₹8 Per KM? VinFast May Be About To Start A Cab War In India

SIBY JEYYA

India’s transportation market may be on the verge of a serious shake-up — and this time, the disruption is arriving from Vietnam.



VinFast, the fast-rising EV giant backed by billionaire industrial ambitions, is reportedly preparing to launch ultra-low-cost electric cab services in india at around ₹8 per kilometer. And if those numbers hold true, this could trigger one of the most aggressive pricing wars the indian mobility sector has seen in years.

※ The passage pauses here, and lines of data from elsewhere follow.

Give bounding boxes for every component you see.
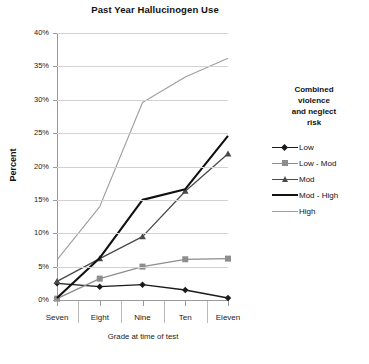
x-axis-separator bbox=[207, 301, 208, 323]
legend-item-mod[interactable]: Mod bbox=[272, 171, 368, 187]
y-axis-tick bbox=[53, 66, 57, 67]
chart-figure: Past Year Hallucinogen Use Percent 0%5%1… bbox=[0, 0, 369, 364]
legend: Combinedviolenceand neglectrisk LowLow -… bbox=[272, 84, 368, 219]
x-axis-tick-label: Eleven bbox=[206, 313, 250, 322]
series-low-mod bbox=[54, 256, 231, 302]
x-axis-separator bbox=[121, 301, 122, 323]
y-axis-tick-label: 10% bbox=[18, 228, 49, 237]
gridline bbox=[57, 233, 228, 234]
x-axis-tick bbox=[228, 301, 229, 306]
series-line bbox=[57, 154, 228, 281]
gridline bbox=[57, 200, 228, 201]
series-low bbox=[54, 280, 232, 301]
y-axis-tick-label: 25% bbox=[18, 128, 49, 137]
legend-swatch bbox=[272, 173, 298, 185]
legend-line-icon bbox=[272, 211, 298, 212]
legend-item-low-mod[interactable]: Low - Mod bbox=[272, 155, 368, 171]
gridline bbox=[57, 33, 228, 34]
legend-square-icon bbox=[282, 160, 288, 166]
legend-item-label: Mod bbox=[298, 175, 315, 184]
chart-title: Past Year Hallucinogen Use bbox=[40, 4, 270, 15]
legend-diamond-icon bbox=[281, 143, 288, 150]
series-high bbox=[57, 58, 228, 260]
series-line bbox=[57, 58, 228, 260]
legend-item-mod-high[interactable]: Mod - High bbox=[272, 187, 368, 203]
gridline bbox=[57, 100, 228, 101]
y-axis-tick bbox=[53, 133, 57, 134]
legend-item-label: High bbox=[298, 207, 315, 216]
x-axis-tick-label: Ten bbox=[163, 313, 207, 322]
x-axis-tick-labels: SevenEightNineTenEleven bbox=[0, 305, 369, 325]
legend-item-label: Mod - High bbox=[298, 191, 338, 200]
x-axis-tick-label: Seven bbox=[35, 313, 79, 322]
y-axis-tick-label: 40% bbox=[18, 28, 49, 37]
legend-swatch bbox=[272, 189, 298, 201]
legend-swatch bbox=[272, 157, 298, 169]
gridline bbox=[57, 66, 228, 67]
legend-title-line: risk bbox=[272, 117, 356, 128]
data-point-marker bbox=[139, 281, 146, 288]
data-point-marker bbox=[96, 283, 103, 290]
y-axis-tick bbox=[53, 167, 57, 168]
legend-item-label: Low - Mod bbox=[298, 159, 336, 168]
legend-title: Combinedviolenceand neglectrisk bbox=[272, 84, 356, 128]
y-axis-tick-label: 35% bbox=[18, 61, 49, 70]
y-axis-tick bbox=[53, 33, 57, 34]
data-point-marker bbox=[182, 256, 188, 262]
y-axis-tick-label: 15% bbox=[18, 195, 49, 204]
legend-title-line: Combined bbox=[272, 84, 356, 95]
y-axis-tick-label: 5% bbox=[18, 262, 49, 271]
data-point-marker bbox=[97, 276, 103, 282]
data-point-marker bbox=[182, 287, 189, 294]
legend-item-high[interactable]: High bbox=[272, 203, 368, 219]
x-axis-tick bbox=[185, 301, 186, 306]
legend-title-line: violence bbox=[272, 95, 356, 106]
x-axis-title: Grade at time of test bbox=[57, 332, 229, 341]
y-axis-tick bbox=[53, 267, 57, 268]
series-mod-high bbox=[57, 136, 228, 298]
legend-item-low[interactable]: Low bbox=[272, 139, 368, 155]
gridline bbox=[57, 267, 228, 268]
x-axis-separator bbox=[164, 301, 165, 323]
legend-items: LowLow - ModModMod - HighHigh bbox=[272, 139, 368, 219]
legend-title-line: and neglect bbox=[272, 106, 356, 117]
legend-triangle-icon bbox=[282, 176, 288, 182]
gridline bbox=[57, 133, 228, 134]
legend-swatch bbox=[272, 141, 298, 153]
legend-line-icon bbox=[272, 194, 298, 196]
data-point-marker bbox=[54, 278, 61, 284]
y-axis-tick-label: 30% bbox=[18, 95, 49, 104]
y-axis-tick bbox=[53, 100, 57, 101]
x-axis-separator bbox=[78, 301, 79, 323]
x-axis-tick bbox=[100, 301, 101, 306]
data-point-marker bbox=[225, 256, 231, 262]
series-line bbox=[57, 136, 228, 298]
x-axis-tick bbox=[143, 301, 144, 306]
gridline bbox=[57, 167, 228, 168]
y-axis-tick bbox=[53, 233, 57, 234]
data-point-marker bbox=[225, 150, 232, 156]
x-axis-tick bbox=[57, 301, 58, 306]
y-axis-tick-label: 20% bbox=[18, 162, 49, 171]
x-axis-tick-label: Eight bbox=[78, 313, 122, 322]
y-axis-tick bbox=[53, 200, 57, 201]
y-axis-title: Percent bbox=[8, 130, 18, 200]
legend-item-label: Low bbox=[298, 143, 314, 152]
legend-swatch bbox=[272, 205, 298, 217]
x-axis-tick-label: Nine bbox=[121, 313, 165, 322]
y-axis-tick-label: 0% bbox=[18, 295, 49, 304]
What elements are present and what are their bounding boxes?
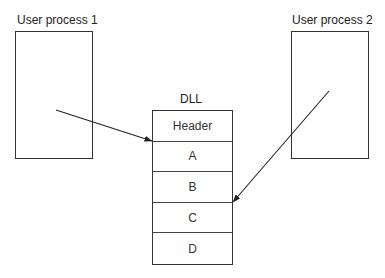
dll-title: DLL bbox=[180, 92, 202, 106]
dll-stack: Header A B C D bbox=[152, 110, 233, 265]
dll-cell-c: C bbox=[153, 203, 232, 234]
user-process-1-box bbox=[15, 31, 93, 159]
dll-cell-b: B bbox=[153, 172, 232, 203]
user-process-2-box bbox=[291, 31, 369, 159]
dll-cell-header: Header bbox=[153, 111, 232, 142]
dll-cell-a: A bbox=[153, 142, 232, 173]
user-process-2-label: User process 2 bbox=[292, 13, 373, 27]
dll-cell-d: D bbox=[153, 233, 232, 264]
user-process-1-label: User process 1 bbox=[17, 13, 98, 27]
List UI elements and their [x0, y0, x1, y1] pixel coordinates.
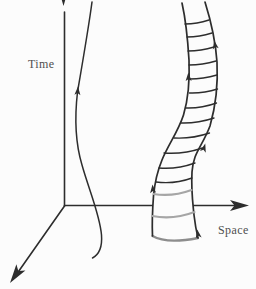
time-axis	[58, 0, 69, 206]
second-space-axis-arrowhead-icon	[5, 264, 25, 286]
world-tube	[152, 2, 217, 240]
second-space-axis	[5, 206, 64, 286]
diagram-canvas: Time Space	[0, 0, 256, 289]
spacetime-diagram: Time Space	[0, 0, 256, 289]
worldline	[76, 2, 102, 258]
world-tube-body	[152, 2, 217, 240]
second-space-axis-line	[15, 206, 65, 277]
space-axis-label: Space	[218, 223, 249, 237]
time-axis-label: Time	[28, 57, 55, 71]
time-axis-arrowhead-icon	[58, 0, 69, 6]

But the real shock isn’t just the fare.

It’s the scale.



Reports suggest nearly 1,000 VinFast electric cars are already parked in noida as operations quietly move toward rollout. driver recruitment has also reportedly begun, with salaries touching around ₹40,000 per month — a figure designed to attract large numbers of drivers in a market where gig workers constantly battle unstable earnings.



That combination changes the equation dramatically.

Cheap EV rides for passengers. Fixed salaries for drivers. Massive fleet deployment from day one.



This doesn’t look like a small experiment anymore.

It looks like a direct attack on the existing ride-hailing ecosystem dominated by players like uber and Ola.

And timing matters here too.



India’s EV market is exploding, fuel prices remain painful for ordinary commuters, and urban users are increasingly prioritizing affordability over brand loyalty. That creates the perfect environment for a new player willing to burn aggressively for market share.



VinFast clearly understands this.



Instead of entering india slowly through premium electric cars alone, the company appears to be targeting something much bigger: daily visibility on indian roads. Because once thousands of commuters start riding in VinFast vehicles every single day, the brand instantly becomes part of public consciousness.



That’s a smart strategy.

And dangerous competition.



Because if ₹8/km pricing actually scales successfully, existing cab aggregators could data-face enormous pressure to cut fares, improve driver payouts, or rethink their business models altogether.



This is no longer just about electric vehicles.

It’s about who controls the future of urban mobility in India.